Thursday, July 30, 2015

"'Welcome, men'"

     With a yell he woke up.  A space boat had nudged against his crystal hull, and was now bobbing a few feet away.  It was a solid metal ovoid, of a model he recognized, and the numbers and letters on its hull were familiar to him.  He had made it.  He had hung on.  The ordeal was over.
     The little hatch of the rescue boat opened, and two suited figures emerged, one after the other, from its sheltered interior. At once these figures became silver-blurred as the berserker's machines had been, but these men's features were visible through their faceplates, their eyes looking straight at Karlsen. They smiled in steady encouragement, never taking their eyes from his.
     Not for an instant.
     They rapped on his door, and kept smiling while he put on his spacesuit. But he made no move to let them in; instead he drew his gun.
     They frowned. Inside their helmets their mouths formed words: Open up! He flipped on his radio, but if they were sending nothing was coming through in this space. They kept on gazing steadily at him.
     Wait, he signaled with an upraised hand. He got a slate and stylus from his chair, and wrote them a message.
     LOOK AROUND AT THE SCENERY FOR A WHILE.
     He was sane but maybe they thought him mad. As if to humor him, they began to look around them. A new set of dragon-head prominences were rising ahead, beyond the stormy horizon at the rim of the world. The frowning men looked ahead of them at dragons, around them at buzzsaw rainbow whirls of stone, they looked down into the deadly depths of the inferno, they looked up at the stars' poisonous blue-white spears sliding visibly over the void.
     Then both of them, still frowning uncomprehendingly, looked right back at Karlsen.
     He sat in his chair, holding his drawn gun, waiting, having no more to say. He knew the berserker-ship would have boats aboard, and that it could build its killing machines into the likenesses of men. These were almost good enough to fool him.
     The figures outside produced a slate of their own from somewhere.
     WE TOOK BERS. FROM BEHIND. ALL OK & SAFE. COME OUT.
     He looked back. The cloud of dust raised by the berserker's own weapons had settled around it, hiding it and all the forceline behind it from Karlsen's view. Oh, if only he could believe that these were men . . .
     They gestured energetically, and lettered some more.
     OUR SHIP WAITING BACK THERE BEHIND DUST. SHE'S TOO BIG TO HOLD THIS LEVEL LONG.
     And again:
     KARLSEN, COME WITH US!!! THIS YOUR ONLY CHANCE!
     He didn't dare read any more of their messages for fear he would believe them, rush out into their metal arms, and be torn apart. He closed his eyes and prayed. After a long time he opened his eyes again. His visitors and their boats were gone.
     Not long afterward—as time seemed to him—there were flashes of light from inside the dust cloud surrounding the berserker. A fight, to which someone had brought weapons that would work in this space? Or another attempt to trick him? He would see.
     He was watching alertly as another rescue boat, much like the first, inched its way out of the dustcloud toward him. It drew alongside and stopped. Two more spacesuited figures got out and began to wear silver drapery.
     This time he had his sign ready.
     LOOK AROUND AT THE SCENERY FOR A WHILE.
     As if to humor him, they began to look around them. Maybe they thought him mad, but he was sane. After about a minute they still hadn't turned back to him—one's face looked up and out at the unbelievable stars, while the other slowly swiveled his neck, watching a dragon's head go by. Gradually their bodies became congealed in awe and terror, clinging and crouching against his glass wall.
     After taking half a minute more to check his own helmet and suit, Karlsen bled out his cabin air and opened his door.
     "Welcome, men," he said, over his helmet radio. He had to help one of them aboard the rescue boat. But they made it.

     Fred Saberhagen, "The face of the deep" (1966), Beserker (1967), as reproduced here, and corrected against a large print edition ((Waterville, MN:  Thorndike Press, 2003), 332-336).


Exercise: Take each line of the data that contains the string "pixels" and copy it.

Source material:

____________________

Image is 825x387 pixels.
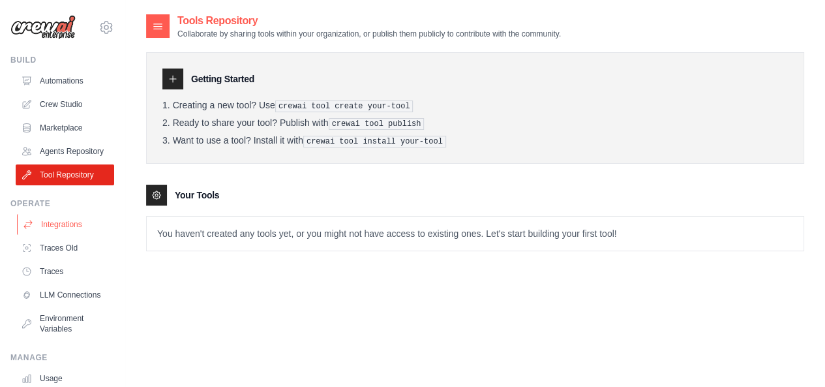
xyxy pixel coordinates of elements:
[16,237,114,258] a: Traces Old
[10,55,114,65] div: Build
[16,94,114,115] a: Crew Studio
[175,189,219,202] h3: Your Tools
[16,141,114,162] a: Agents Repository
[303,136,446,147] pre: crewai tool install your-tool
[16,164,114,185] a: Tool Repository
[162,117,788,130] li: Ready to share your tool? Publish with
[10,198,114,209] div: Operate
[10,352,114,363] div: Manage
[191,72,254,85] h3: Getting Started
[16,284,114,305] a: LLM Connections
[147,217,804,251] p: You haven't created any tools yet, or you might not have access to existing ones. Let's start bui...
[177,29,561,39] p: Collaborate by sharing tools within your organization, or publish them publicly to contribute wit...
[329,118,425,130] pre: crewai tool publish
[16,117,114,138] a: Marketplace
[275,100,414,112] pre: crewai tool create your-tool
[16,70,114,91] a: Automations
[16,261,114,282] a: Traces
[16,308,114,339] a: Environment Variables
[17,214,115,235] a: Integrations
[10,15,76,40] img: Logo
[162,100,788,112] li: Creating a new tool? Use
[177,13,561,29] h2: Tools Repository
[162,135,788,147] li: Want to use a tool? Install it with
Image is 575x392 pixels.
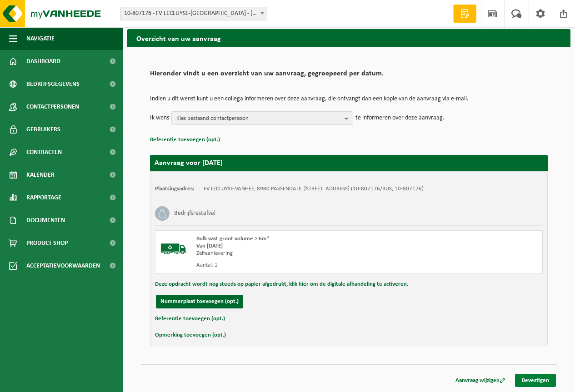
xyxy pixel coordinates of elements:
strong: Plaatsingsadres: [155,186,195,192]
span: Rapportage [26,186,62,209]
span: 10-807176 - FV LECLUYSE-VANHEE - PASSENDALE [120,7,267,21]
span: Navigatie [26,27,54,50]
span: Contracten [26,141,62,163]
strong: Aanvraag voor [DATE] [154,159,223,167]
p: Indien u dit wenst kunt u een collega informeren over deze aanvraag, die ontvangt dan een kopie v... [150,96,548,102]
div: Zelfaanlevering [196,250,386,257]
span: Bedrijfsgegevens [26,73,79,96]
a: Bevestigen [515,374,556,387]
div: Aantal: 1 [196,261,386,269]
span: Bulk vast groot volume > 6m³ [196,236,269,242]
p: te informeren over deze aanvraag. [355,111,444,125]
td: FV LECLUYSE-VANHEE, 8980 PASSENDALE, [STREET_ADDRESS] (10-807176/BUS, 10-807176) [203,185,424,193]
a: Aanvraag wijzigen [449,374,512,387]
span: Gebruikers [26,118,61,141]
span: Documenten [26,209,65,232]
h3: Bedrijfsrestafval [174,206,215,220]
span: Acceptatievoorwaarden [26,254,100,277]
span: Kalender [26,163,54,186]
p: Ik wens [150,111,169,125]
button: Nummerplaat toevoegen (opt.) [156,294,243,308]
button: Deze opdracht wordt nog steeds op papier afgedrukt, klik hier om de digitale afhandeling te activ... [155,278,408,290]
img: BL-SO-LV.png [160,235,187,262]
button: Referentie toevoegen (opt.) [150,134,220,146]
button: Opmerking toevoegen (opt.) [155,329,226,341]
strong: Van [DATE] [196,243,223,249]
span: Contactpersonen [26,96,79,118]
h2: Overzicht van uw aanvraag [127,29,570,47]
span: 10-807176 - FV LECLUYSE-VANHEE - PASSENDALE [120,7,267,20]
button: Referentie toevoegen (opt.) [155,313,225,325]
h2: Hieronder vindt u een overzicht van uw aanvraag, gegroepeerd per datum. [150,70,548,82]
button: Kies bestaand contactpersoon [171,111,353,125]
span: Product Shop [26,232,68,254]
span: Kies bestaand contactpersoon [176,112,341,125]
span: Dashboard [26,50,61,73]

____________________

Your solution:
Image is 825x387 pixels.
Image is 575x392 pixels.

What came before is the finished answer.